Her Puregym membership apparently enables her to use any of their gyms across the country which will save her having to bide her time heckling me when she’s not running. Unfortunately no one had told the computer at Puregym and it takes her a bit of time to gain access. By then I’m well on my way around the sights of Coventry.

Coventry turns out to be hillier than I thought, much hillier, but at least my legs lasted as long as Mile 5 this time. Progress. I did try to hold my pace back a touch to save something for the end and was more successful in keeping to something approaching eight minute mile pace throughout. I ended up beating last week’s time by 37 seconds despite the hillier terrain.

Sunday, March 12, 2017

Retford Half Marathon

Today I run the Retford Half Marathon which starts at Retford Oaks Academy. L and the boys come along to offer vocal support.

Some folk from Sheffield Running Club described what is to come as pan flat which, as there is nothing anywhere near ‘pan flat’ for them to compare it with in Yorkshire, could mean anything. As it turns out the course is remarkably flat for the first five miles but then becomes quite undulating thereafter with several long but gradual inclines.

The race is well organised, on closed roads, but very low key e.g. somewhat lacking in atmosphere. Outside of Retford itself, it’s a case of spot the spectator and it’s also not hugely scenic, which I don’t mind at all.

As is the way with races early in the year there are not many slow runners so the pace is brisk. I make a good start but after three miles my thighs stiffen up and I gradually get slower and slower. This is where actually doing some training might have helped.

My time of almost 1:49 leaves a lot of room for improvement although, being very early in the season, there is plenty of time for that. If I was to ever get among the awards here I have some serious work to do. First 40+ Male clocked 1:14, first 50+ Male 1:18 and first 60+ Male 1:23. Ouch. So, just half an hour to knock off my time to get first 50+ Male next year. I suppose I did want a challenge for my 50th year.

I also entered the Nottinghamshire Amateur Athletics Association Half Marathon County Championships which was part of the race, and I didn’t win that either.

There is no goody bag, just a bottle of water and an orange t-shirt. It was ominous at registration, that they gave me a pile of leaflets with my race number as this is the sort of tat that usually weighs down the goody bag. T-shirt wise, as orange t-shirts go, it’s not too bad.

If I found the lack of a goody back disappointing then MD found it positively soul destroying. He is so upset at the lack of crisps and/or biscuits that he starts to eat my race number in frustration.

Sunday, March 5, 2017

East Midlands 10k, Holme Pierrepont

Today I needed a 10k purely as training for next week’s Retford Half Marathon. Yes, it may be a bit late to start training for a half marathon but I always get injured training so perhaps not training is the best way...

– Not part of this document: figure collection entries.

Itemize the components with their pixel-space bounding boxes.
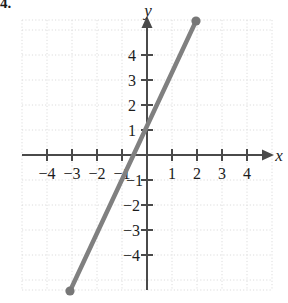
x-tick-label: −4	[38, 165, 55, 182]
coordinate-plane-plot: −4 −3 −2 −1 1 2 3 4 4 3 2 1 −1 −2 −3 −4 …	[0, 0, 288, 303]
x-tick-label: −3	[63, 165, 80, 182]
y-tick-label: −2	[123, 197, 140, 214]
y-axis-label: y	[142, 1, 152, 20]
x-axis-label: x	[274, 146, 283, 165]
y-tick-label: −1	[126, 172, 143, 189]
y-tick-label: 4	[128, 47, 136, 64]
y-tick-label: 3	[128, 72, 136, 89]
endpoint-marker-lower	[65, 286, 74, 295]
endpoint-marker-upper	[191, 16, 200, 25]
x-tick-label: 4	[243, 165, 251, 182]
y-tick-label: −3	[123, 222, 140, 239]
y-tick-label: 2	[128, 97, 136, 114]
graph-figure: 4.	[0, 0, 288, 303]
y-axis	[142, 16, 153, 290]
x-tick-label: 1	[168, 165, 176, 182]
x-tick-label: 3	[218, 165, 226, 182]
x-tick-label: −2	[88, 165, 105, 182]
y-tick-label: 1	[128, 122, 136, 139]
y-tick-label: −4	[123, 247, 140, 264]
x-tick-label: 2	[193, 165, 201, 182]
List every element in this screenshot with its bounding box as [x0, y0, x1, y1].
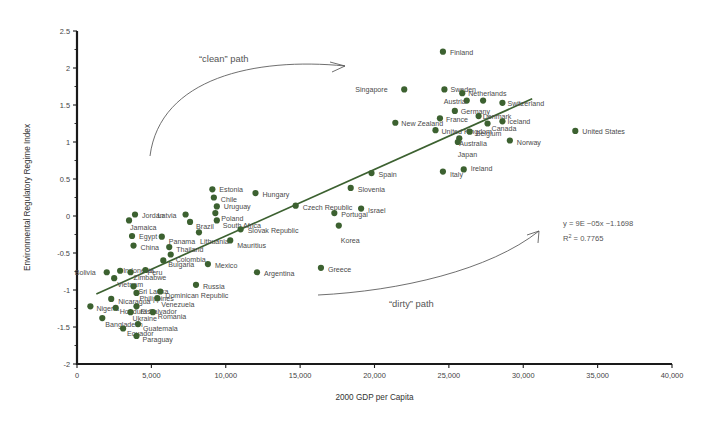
- scatter-point[interactable]: [166, 244, 172, 250]
- scatter-point[interactable]: [87, 303, 93, 309]
- scatter-point-label: Korea: [341, 237, 360, 245]
- scatter-point[interactable]: [254, 269, 260, 275]
- scatter-point[interactable]: [129, 233, 135, 239]
- scatter-point[interactable]: [331, 210, 337, 216]
- scatter-point-label: Italy: [450, 171, 463, 179]
- scatter-point[interactable]: [348, 185, 354, 191]
- scatter-point[interactable]: [252, 190, 258, 196]
- scatter-point[interactable]: [238, 226, 244, 232]
- scatter-point-label: Argentina: [264, 270, 294, 278]
- scatter-point[interactable]: [130, 243, 136, 249]
- scatter-point[interactable]: [507, 137, 513, 143]
- trendline-equation: y = 9E −05x −1.1698: [563, 219, 633, 228]
- scatter-point[interactable]: [455, 139, 461, 145]
- x-tick-label: 0: [75, 371, 79, 380]
- scatter-point[interactable]: [113, 305, 119, 311]
- scatter-point-label: Netherlands: [468, 90, 507, 98]
- scatter-point-label: Norway: [517, 139, 541, 147]
- scatter-point[interactable]: [392, 120, 398, 126]
- scatter-point[interactable]: [157, 288, 163, 294]
- scatter-point[interactable]: [227, 237, 233, 243]
- scatter-point[interactable]: [130, 283, 136, 289]
- scatter-point[interactable]: [440, 169, 446, 175]
- scatter-point-label: Hungary: [263, 191, 290, 199]
- scatter-point-label: Switzerland: [507, 100, 544, 108]
- scatter-point[interactable]: [214, 217, 220, 223]
- scatter-point[interactable]: [160, 257, 166, 263]
- scatter-point[interactable]: [318, 265, 324, 271]
- scatter-point[interactable]: [168, 251, 174, 257]
- scatter-point[interactable]: [126, 217, 132, 223]
- clean-path-curve: [150, 64, 345, 156]
- clean-path-arrowhead: [330, 62, 345, 72]
- chart-svg: 2.521.510.50-0.5-1-1.5-205,00010,00015,0…: [0, 0, 713, 423]
- scatter-point[interactable]: [484, 120, 490, 126]
- equation-group: y = 9E −05x −1.1698R2 = 0.7765: [563, 219, 633, 243]
- x-tick-label: 25,000: [438, 371, 461, 380]
- scatter-point-label: Peru: [147, 269, 162, 277]
- x-tick-label: 30,000: [512, 371, 535, 380]
- scatter-point-label: Estonia: [219, 186, 243, 194]
- scatter-point[interactable]: [159, 234, 165, 240]
- scatter-point[interactable]: [132, 211, 138, 217]
- y-tick-label: -1.5: [57, 323, 70, 332]
- y-tick-label: 1: [66, 138, 70, 147]
- scatter-point-label: Japan: [458, 151, 477, 159]
- scatter-point[interactable]: [476, 113, 482, 119]
- y-tick-label: 0: [66, 212, 70, 221]
- scatter-point[interactable]: [336, 223, 342, 229]
- scatter-point[interactable]: [133, 333, 139, 339]
- scatter-point-label: Dominican Republic: [165, 292, 229, 300]
- scatter-point-label: Thailand: [176, 246, 203, 254]
- scatter-point[interactable]: [209, 186, 215, 192]
- scatter-point-label: Lithuania: [200, 238, 229, 246]
- scatter-point[interactable]: [480, 97, 486, 103]
- scatter-point[interactable]: [440, 49, 446, 55]
- scatter-point[interactable]: [182, 211, 188, 217]
- scatter-point[interactable]: [205, 261, 211, 267]
- chart-figure: 2.521.510.50-0.5-1-1.5-205,00010,00015,0…: [0, 0, 713, 423]
- scatter-point[interactable]: [401, 86, 407, 92]
- scatter-point[interactable]: [150, 309, 156, 315]
- scatter-point-label: Ireland: [471, 165, 493, 173]
- scatter-point[interactable]: [133, 303, 139, 309]
- y-tick-label: 2: [66, 64, 70, 73]
- scatter-point[interactable]: [441, 86, 447, 92]
- y-tick-label: -2: [63, 360, 70, 369]
- scatter-point-label: Belgium: [476, 130, 502, 138]
- scatter-point[interactable]: [212, 210, 218, 216]
- dirty-path-label: “dirty” path: [389, 298, 434, 309]
- scatter-point-label: Egypt: [139, 233, 157, 241]
- scatter-point[interactable]: [459, 90, 465, 96]
- scatter-plot-canvas: 2.521.510.50-0.5-1-1.5-205,00010,00015,0…: [0, 0, 713, 423]
- scatter-point[interactable]: [120, 325, 126, 331]
- scatter-point-label: Finland: [450, 49, 473, 57]
- scatter-point[interactable]: [211, 194, 217, 200]
- scatter-point[interactable]: [214, 203, 220, 209]
- scatter-point[interactable]: [108, 296, 114, 302]
- scatter-point[interactable]: [499, 100, 505, 106]
- scatter-point[interactable]: [154, 295, 160, 301]
- scatter-point-label: Bulgaria: [168, 261, 194, 269]
- scatter-point-label: Singapore: [355, 86, 387, 94]
- scatter-point[interactable]: [135, 321, 141, 327]
- scatter-point[interactable]: [467, 129, 473, 135]
- scatter-point-label: Portugal: [341, 211, 368, 219]
- scatter-point[interactable]: [193, 282, 199, 288]
- trendline-r-squared: R2 = 0.7765: [563, 233, 603, 243]
- y-tick-label: 2.5: [60, 27, 70, 36]
- scatter-point[interactable]: [572, 128, 578, 134]
- scatter-point[interactable]: [196, 229, 202, 235]
- scatter-point-label: China: [141, 244, 160, 252]
- y-tick-label: 0.5: [60, 175, 70, 184]
- scatter-point[interactable]: [432, 127, 438, 133]
- scatter-point[interactable]: [187, 219, 193, 225]
- scatter-point[interactable]: [368, 170, 374, 176]
- x-tick-label: 15,000: [289, 371, 312, 380]
- scatter-point[interactable]: [452, 108, 458, 114]
- scatter-point[interactable]: [104, 269, 110, 275]
- scatter-point[interactable]: [293, 203, 299, 209]
- scatter-point-label: Jordan: [142, 212, 164, 220]
- scatter-point[interactable]: [499, 118, 505, 124]
- scatter-point-label: Paraguay: [143, 336, 174, 344]
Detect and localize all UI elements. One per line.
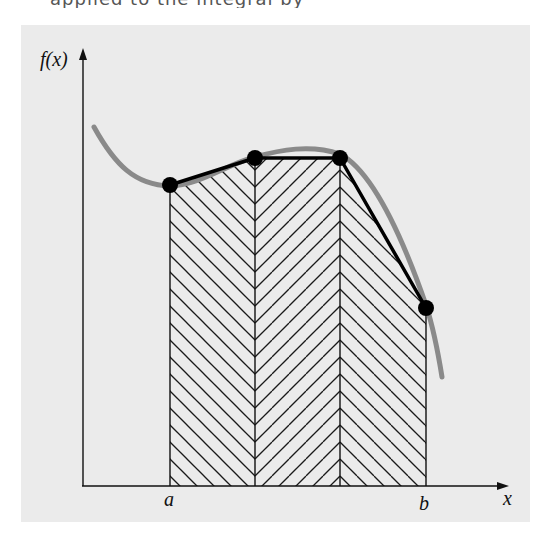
trapezoid-segment-2 [255, 158, 340, 486]
data-point-x1 [247, 150, 263, 166]
interval-start-label: a [164, 488, 174, 510]
x-axis-label: x [502, 487, 512, 509]
data-point-a [162, 177, 178, 193]
y-axis-arrow-icon [79, 48, 87, 60]
trapezoidal-rule-diagram: f(x) x a b [0, 0, 551, 536]
y-axis-label: f(x) [40, 48, 68, 71]
data-point-b [418, 300, 434, 316]
interval-end-label: b [419, 492, 429, 514]
data-point-x2 [332, 150, 348, 166]
trapezoid-segment-1 [170, 158, 255, 486]
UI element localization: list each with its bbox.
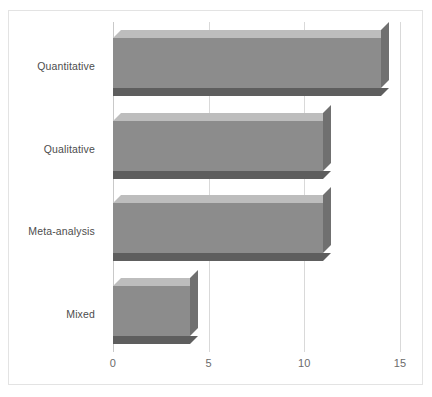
bar-top-face	[113, 278, 198, 286]
bar-top-face	[113, 195, 331, 203]
bar-qualitative[interactable]	[113, 121, 323, 179]
bar-mixed[interactable]	[113, 286, 190, 344]
bar-side-face	[381, 22, 389, 88]
bar-chart: Quantitative Qualitative Meta-analysis M…	[0, 0, 432, 397]
gridline-15	[400, 22, 401, 352]
bar-side-face	[323, 187, 331, 253]
category-label-mixed: Mixed	[0, 308, 95, 320]
bar-quantitative[interactable]	[113, 38, 381, 96]
x-tick-label-15: 15	[394, 357, 407, 369]
category-label-quantitative: Quantitative	[0, 60, 95, 72]
x-tick-label-5: 5	[205, 357, 211, 369]
bar-top-face	[113, 30, 389, 38]
category-label-meta-analysis: Meta-analysis	[0, 225, 95, 237]
x-tick-label-0: 0	[110, 357, 116, 369]
bar-bottom-shadow	[113, 88, 381, 96]
bar-meta-analysis[interactable]	[113, 203, 323, 261]
bar-bottom-shadow	[113, 171, 323, 179]
bar-side-face	[190, 270, 198, 336]
x-tick-label-10: 10	[298, 357, 311, 369]
bar-bottom-shadow	[113, 253, 323, 261]
category-label-qualitative: Qualitative	[0, 143, 95, 155]
plot-area	[113, 22, 400, 352]
bar-top-face	[113, 113, 331, 121]
bar-side-face	[323, 105, 331, 171]
bar-bottom-shadow	[113, 336, 190, 344]
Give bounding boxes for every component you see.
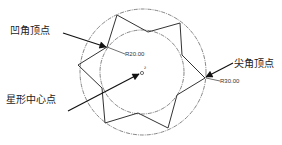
dim-outer-radius: R30.00 xyxy=(220,78,239,84)
arrow-concave-vertex xyxy=(63,33,106,47)
arrow-convex-vertex xyxy=(206,63,233,77)
center-point xyxy=(140,71,143,74)
leader-r30 xyxy=(206,78,220,81)
leader-r20 xyxy=(107,47,125,54)
axis-mark: z xyxy=(144,65,146,70)
dim-inner-radius: R20.00 xyxy=(125,51,144,57)
inner-circle xyxy=(100,30,184,114)
label-star-center: 星形中心点 xyxy=(6,91,56,106)
label-concave-vertex: 凹角顶点 xyxy=(10,22,50,37)
label-convex-vertex: 尖角顶点 xyxy=(234,55,274,70)
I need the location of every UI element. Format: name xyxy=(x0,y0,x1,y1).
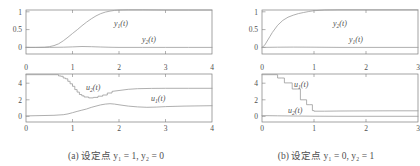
plot-a-outputs-svg: 1 0.5 0 y1(t) y2(t) xyxy=(0,2,232,64)
curve-a-u1 xyxy=(26,104,212,116)
y-tick-labels: 4 2 0 xyxy=(18,79,22,121)
label-b-y2: y2(t) xyxy=(332,19,347,29)
x-tick-labels-b-outputs: 0 1 2 3 xyxy=(260,63,420,72)
xtick-a-out-2: 2 xyxy=(117,63,121,72)
axes-frame xyxy=(26,74,212,122)
curve-a-y2 xyxy=(26,47,212,48)
xtick-a-in-3: 3 xyxy=(164,124,168,133)
xtick-a-out-4: 4 xyxy=(210,63,214,72)
x-tick-labels-a-outputs: 0 1 2 3 4 xyxy=(24,63,214,72)
ytick-a-out-05: 0.5 xyxy=(13,25,23,34)
y-tick-labels: 4 2 0 xyxy=(254,79,258,121)
ytick-b-in-4: 4 xyxy=(254,79,258,88)
y-ticks xyxy=(262,12,266,48)
caption-b-text: (b) 设定点 y₁ = 0, y₂ = 1 xyxy=(278,151,374,161)
plot-b-outputs-svg: 1 0.5 0 y2(t) y1(t) xyxy=(232,2,420,64)
plot-b-outputs: 1 0.5 0 y2(t) y1(t) xyxy=(232,2,420,64)
xtick-b-out-0: 0 xyxy=(260,63,264,72)
xtick-b-out-3: 3 xyxy=(416,63,420,72)
label-b-u2: u2(t) xyxy=(288,106,303,116)
plot-b-inputs: 0 1 2 3 xyxy=(232,60,420,140)
ytick-b-out-1: 1 xyxy=(254,8,258,17)
y-ticks xyxy=(26,12,30,48)
x-tick-labels-b-inputs: 0 1 2 3 xyxy=(260,124,420,133)
curve-b-y2 xyxy=(262,10,418,48)
y-tick-labels: 1 0.5 0 xyxy=(249,8,259,53)
xtick-b-in-2: 2 xyxy=(364,124,368,133)
xtick-b-in-0: 0 xyxy=(260,124,264,133)
xtick-b-out-1: 1 xyxy=(312,63,316,72)
ytick-a-in-4: 4 xyxy=(18,79,22,88)
label-b-y1: y1(t) xyxy=(348,35,363,45)
caption-b: (b) 设定点 y₁ = 0, y₂ = 1 xyxy=(232,148,420,162)
ytick-a-in-2: 2 xyxy=(18,96,22,105)
subfigure-a: 1 0.5 0 y1(t) y2(t) 0 1 2 xyxy=(0,0,232,166)
ytick-b-out-0: 0 xyxy=(254,43,258,52)
axes-frame xyxy=(262,74,418,122)
xtick-b-in-3: 3 xyxy=(416,124,420,133)
xtick-a-in-4: 4 xyxy=(210,124,214,133)
figure-container: 1 0.5 0 y1(t) y2(t) 0 1 2 xyxy=(0,0,420,166)
curve-b-u2 xyxy=(262,116,418,117)
y-ticks xyxy=(26,83,30,116)
plot-b-inputs-svg: 0 1 2 3 xyxy=(232,60,420,140)
plot-a-outputs: 1 0.5 0 y1(t) y2(t) xyxy=(0,2,232,64)
curve-a-u2 xyxy=(26,75,212,98)
plot-a-inputs-svg: 0 1 2 3 4 xyxy=(0,60,232,140)
xtick-a-out-3: 3 xyxy=(164,63,168,72)
plot-a-inputs: 0 1 2 3 4 xyxy=(0,60,232,140)
label-a-y1: y1(t) xyxy=(113,19,128,29)
subfigure-b: 1 0.5 0 y2(t) y1(t) 0 1 2 3 xyxy=(232,0,420,166)
x-ticks xyxy=(314,74,366,122)
ytick-a-in-0: 0 xyxy=(18,112,22,121)
xtick-b-in-1: 1 xyxy=(312,124,316,133)
caption-a-text: (a) 设定点 y₁ = 1, y₂ = 0 xyxy=(68,151,164,161)
ytick-b-in-2: 2 xyxy=(254,96,258,105)
xtick-a-in-2: 2 xyxy=(117,124,121,133)
y-ticks xyxy=(262,83,266,116)
label-a-y2: y2(t) xyxy=(141,35,156,45)
curve-b-u1 xyxy=(262,75,418,112)
y-tick-labels: 1 0.5 0 xyxy=(13,8,23,53)
xtick-a-in-0: 0 xyxy=(24,124,28,133)
label-b-u1: u1(t) xyxy=(294,80,309,90)
ytick-b-out-05: 0.5 xyxy=(249,25,259,34)
xtick-b-out-2: 2 xyxy=(364,63,368,72)
caption-a: (a) 设定点 y₁ = 1, y₂ = 0 xyxy=(0,148,232,162)
ytick-a-out-1: 1 xyxy=(18,8,22,17)
x-tick-labels-a-inputs: 0 1 2 3 4 xyxy=(24,124,214,133)
xtick-a-in-1: 1 xyxy=(71,124,75,133)
label-a-u2: u2(t) xyxy=(86,83,101,93)
ytick-b-in-0: 0 xyxy=(254,112,258,121)
xtick-a-out-1: 1 xyxy=(71,63,75,72)
xtick-a-out-0: 0 xyxy=(24,63,28,72)
ytick-a-out-0: 0 xyxy=(18,43,22,52)
label-a-u1: u1(t) xyxy=(151,94,166,104)
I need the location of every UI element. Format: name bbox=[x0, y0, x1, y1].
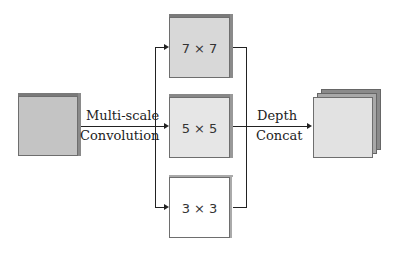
kernel-size-label: 3 × 3 bbox=[170, 200, 229, 215]
branch-5x5-depth-top bbox=[169, 94, 233, 97]
branch-7x7-depth-right bbox=[230, 14, 233, 78]
branch-7x7-block: 7 × 7 bbox=[169, 17, 230, 78]
kernel-size-label: 7 × 7 bbox=[170, 40, 229, 55]
input-to-split-line bbox=[81, 126, 155, 127]
split-vertical-line bbox=[155, 47, 156, 208]
input-block-depth-right bbox=[78, 93, 81, 156]
convolution-label: Convolution bbox=[80, 128, 159, 143]
kernel-size-label: 5 × 5 bbox=[170, 120, 229, 135]
multiscale-conv-diagram: Multi-scale Convolution 7 × 7 5 × 5 3 × … bbox=[0, 0, 401, 255]
input-block-depth-top bbox=[18, 93, 81, 96]
branch-3x3-block: 3 × 3 bbox=[169, 177, 230, 238]
branch-3x3-out-line bbox=[233, 207, 247, 208]
merge-vertical-line bbox=[246, 47, 247, 208]
output-feature-block bbox=[313, 97, 373, 158]
multi-scale-label: Multi-scale bbox=[86, 108, 159, 123]
branch-3x3-depth-top bbox=[169, 175, 233, 177]
input-feature-block bbox=[18, 96, 78, 156]
branch-3x3-depth-right bbox=[230, 175, 232, 238]
merge-to-output-line bbox=[246, 126, 308, 127]
depth-label: Depth bbox=[257, 108, 297, 123]
branch-5x5-block: 5 × 5 bbox=[169, 97, 230, 158]
branch-7x7-depth-top bbox=[169, 14, 233, 17]
branch-5x5-out-line bbox=[233, 126, 247, 127]
concat-label: Concat bbox=[256, 128, 302, 143]
branch-7x7-out-line bbox=[233, 47, 247, 48]
arrowhead-icon bbox=[307, 123, 312, 129]
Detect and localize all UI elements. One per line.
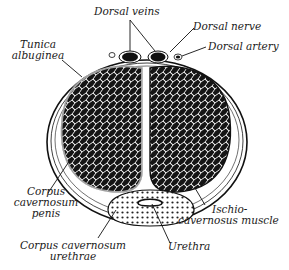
label-ccu-line2: urethrae xyxy=(10,251,136,262)
label-tunica-line2: albuginea xyxy=(8,50,68,61)
label-dorsal-artery: Dorsal artery xyxy=(208,41,279,52)
label-dorsal-nerve: Dorsal nerve xyxy=(193,21,261,32)
label-ischio-line2: cavernosus muscle xyxy=(178,215,279,226)
label-ischiocavernosus: Ischio- cavernosus muscle xyxy=(200,204,279,226)
anatomy-diagram: Dorsal veins Dorsal nerve Dorsal artery … xyxy=(0,0,289,270)
label-corpus-cavernosum-urethrae: Corpus cavernosum urethrae xyxy=(10,240,136,262)
label-corpus-cavernosum-penis: Corpus cavernosum penis xyxy=(12,186,80,219)
label-tunica-albuginea: Tunica albuginea xyxy=(8,39,68,61)
label-urethra: Urethra xyxy=(168,241,210,252)
label-ccp-line3: penis xyxy=(12,208,80,219)
label-dorsal-veins: Dorsal veins xyxy=(94,6,160,17)
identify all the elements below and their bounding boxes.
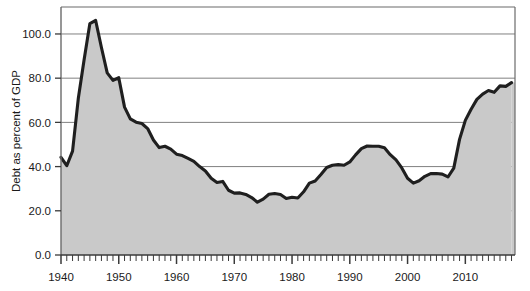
x-tick-label: 1960	[164, 271, 190, 283]
y-tick-label: 60.0	[29, 117, 51, 129]
x-tick-label: 2000	[395, 271, 421, 283]
x-tick-label: 2010	[453, 271, 479, 283]
y-tick-label: 80.0	[29, 72, 51, 84]
y-tick-label: 100.0	[22, 28, 51, 40]
x-axis: 19401950196019701980199020002010	[48, 255, 511, 283]
y-tick-label: 0.0	[35, 249, 51, 261]
x-tick-label: 1940	[48, 271, 74, 283]
x-tick-label: 1980	[279, 271, 305, 283]
y-tick-label: 40.0	[29, 161, 51, 173]
y-axis: 0.020.040.060.080.0100.0	[22, 28, 61, 261]
y-tick-label: 20.0	[29, 205, 51, 217]
x-tick-label: 1950	[106, 271, 132, 283]
chart-page: 0.020.040.060.080.0100.0 194019501960197…	[0, 0, 530, 291]
x-tick-label: 1970	[221, 271, 247, 283]
y-axis-title: Debt as percent of GDP	[10, 70, 22, 192]
debt-gdp-area-chart: 0.020.040.060.080.0100.0 194019501960197…	[0, 0, 530, 291]
x-tick-label: 1990	[337, 271, 363, 283]
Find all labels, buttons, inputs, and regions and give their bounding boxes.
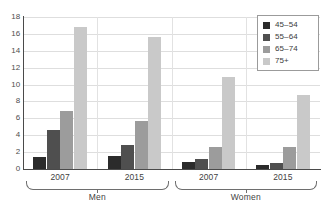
y-axis-line (23, 16, 24, 170)
legend-item[interactable]: 45–54 (263, 19, 314, 31)
group-separator (97, 17, 98, 169)
bar[interactable] (148, 37, 161, 169)
legend-item[interactable]: 55–64 (263, 31, 314, 43)
bar[interactable] (121, 145, 134, 169)
legend-label-55-64: 55–64 (275, 33, 298, 41)
y-tick-label: 6 (2, 114, 20, 122)
bar[interactable] (33, 157, 46, 169)
bar[interactable] (108, 156, 121, 169)
bar[interactable] (209, 147, 222, 169)
bar[interactable] (297, 95, 310, 169)
bar[interactable] (195, 159, 208, 169)
legend-label-65-74: 65–74 (275, 45, 298, 53)
bar[interactable] (47, 130, 60, 169)
y-tick-label: 18 (2, 13, 20, 21)
legend: 45–54 55–64 65–74 75+ (257, 15, 319, 71)
y-tick-label: 14 (2, 47, 20, 55)
legend-item[interactable]: 65–74 (263, 43, 314, 55)
legend-swatch-55-64 (263, 34, 270, 41)
group-separator (172, 17, 173, 169)
group-label-women: Women (206, 192, 286, 202)
bar[interactable] (283, 147, 296, 169)
bar[interactable] (135, 121, 148, 169)
legend-swatch-65-74 (263, 46, 270, 53)
bar-chart: 181614121086420 2007201520072015MenWomen… (0, 0, 328, 209)
bar[interactable] (74, 27, 87, 169)
y-tick-label: 10 (2, 81, 20, 89)
y-tick-label: 2 (2, 148, 20, 156)
bar[interactable] (222, 77, 235, 169)
legend-swatch-45-54 (263, 22, 270, 29)
legend-label-75-plus: 75+ (275, 57, 289, 65)
group-separator (246, 17, 247, 169)
y-tick-label: 0 (2, 165, 20, 173)
y-tick-label: 16 (2, 30, 20, 38)
legend-swatch-75-plus (263, 58, 270, 65)
y-tick-label: 4 (2, 131, 20, 139)
chart-title (0, 0, 328, 7)
group-label-men: Men (57, 192, 137, 202)
bar[interactable] (60, 111, 73, 169)
legend-item[interactable]: 75+ (263, 55, 314, 67)
legend-label-45-54: 45–54 (275, 21, 298, 29)
y-tick-label: 8 (2, 97, 20, 105)
y-tick-label: 12 (2, 64, 20, 72)
bar[interactable] (182, 162, 195, 169)
x-axis-line (23, 169, 321, 170)
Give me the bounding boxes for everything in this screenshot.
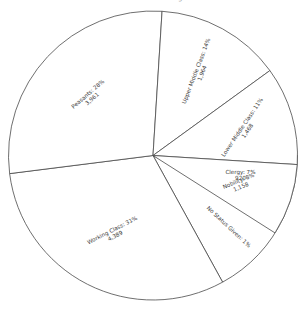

The day dawns damp and gets damper as we join an impressively long queue to get into the car park at Holme Pierrepoint. I don’t recall anyone ever having charged for car parking at Holme Pierrepoint before and we have been here dozens of times but they are charging £5 to park, which has manufactured the queue.

As start time approaches I jump out of the car and leave L to park up, just in case they don’t delay the start but sensibly, they do. Now I have the problem of having excess clothes to dump which I hide behind one of the porta cabins in front of the main buildings.

As I said I needed a 10k and any 10k would do...

Question: What’s worse than one laps of the rowing strip at Holme Pierrepoint?
Answer: Two laps.

Question: What’s worse than two laps of the rowing strip at Holme Pierrepoint?
Answer: Two laps in driving wind and heavy rain.

Yes, it’s not pleasant but then the omens have never been good for this race right from the moment they sent me my race number ‘666’.


My time is unsurprisingly unimpressive but it’s only training. Isn't it? The bonus is that despite the inclement conditions nothing snaps.

Afterwards we head to Wetherspoons in Beeston for a bacon roll and a hot coffee to warm up. My dedicated supporters are as wet and cold as I am.